People across the Arab world clustered around TV sets in shop windows, coffee shops and homes to see the pictures of U.S. troops driving from one side of an Arab capital to the other, almost without resistance.

The Palestinian militant groups Hamas and Islamic Jihad decried Saddam's fall, while ordinary Palestinians expressed shock.

In the Gaza Strip, the Arab Liberation Front -- a pro-Saddam group that had distributed Iraqi money to Palestinian suicide bombers, gunmen and civilians killed in 30 months of fighting with Israel -- lowered its profile Thursday.

In the West Bank city of Nablus, Yousef Mizher, 32, said that at the beginning of the war, he distributed 300 photos of Saddam along with the Palestinian newspapers he delivers daily because "I loved this guy."

"But when I saw the defeat yesterday on TV, I realized how silly I had been.

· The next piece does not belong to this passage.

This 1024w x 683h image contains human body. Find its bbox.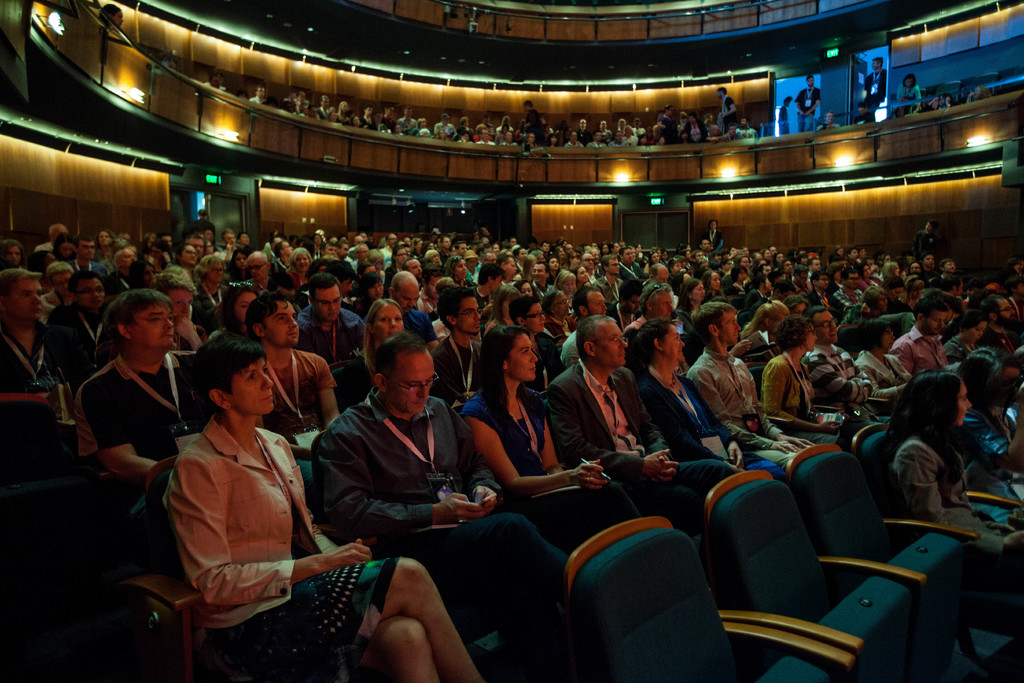
left=990, top=331, right=1023, bottom=395.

Saddam is just like any Arab leader. He wants to stay in power at the expense of the blood and bones of his people," Mizher said. Saddam, he added, should have gone into exile instead of sacrificing his people in a war with the Americans."

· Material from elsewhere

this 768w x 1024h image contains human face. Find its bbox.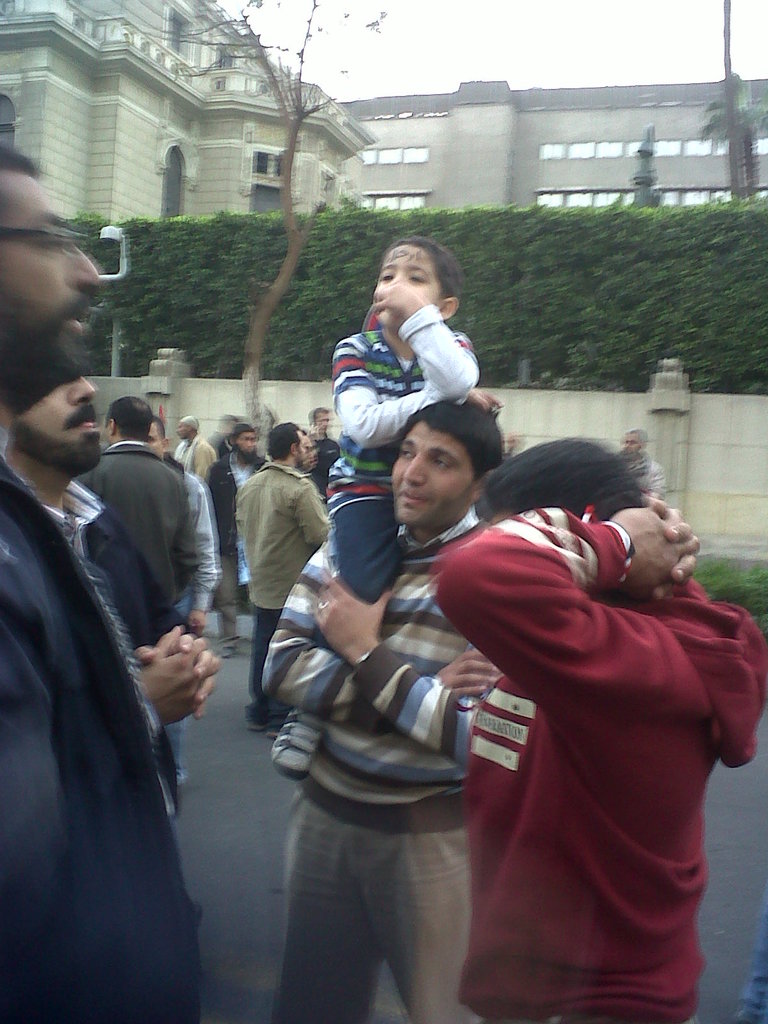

The Egyptian opposition newspaper Al Wafd refused to believe it. Its front page story said: "Iraqi and Arab fighters desperately try to defend Gomhuria Bridge that the invading armies are trying to use to reach the eastern bank of the Tigris and central Baghdad."

Nowhere did Al Wafd say that U.S. troops had overwhelmed central Baghdad.

Some painted Iraq's defeat as another Arab humiliation caused by U.S. military technology, and recalled the Middle East war of 1967 when Western-armed Israel thrashed numerically superior Arab armies.

Arabs are very much aware that the Apache helicopters and other weapons used in Iraq are the same ones that Israel is using against the Palestinians, Maher Othman, a senior editor of Al Hayat, said on British Broadcasting Corp. television.

Doubts persisted about the United States' intentions and Iraq's future. Mohammed al-Shahhal, a teacher in Tripoli, Lebanon, recalled the poverty and political turmoil in Russia following the collapse of the Soviet Union.

"Those who applauded the collapse of Lenin's statue for some Pepsi and hamburgers felt the hunger later on and regretted what they did," al-Shahhal said.

Some, however, said they hoped the fall of Saddam could signal a new move toward democracy in the Middle East.

"I don't like the idea of having the Americans here, but we asked for it," said Tannous Basil, a cardiologist in Sidon, Lebanon. "Why don't we see the Americans going to Finland, for example? They come here because our area is filled with dictatorships like Saddam's."

Bahraini physician Hassan Fakhro, 62, said he was saddened by the crumbling of the Iraqi resistance in Baghdad.

"Whatever I'm seeing is very painful because although Saddam Hussein was a dictator, he represented some kind of Arab national resistance to the foreign invaders -- the Americans and the British," he said.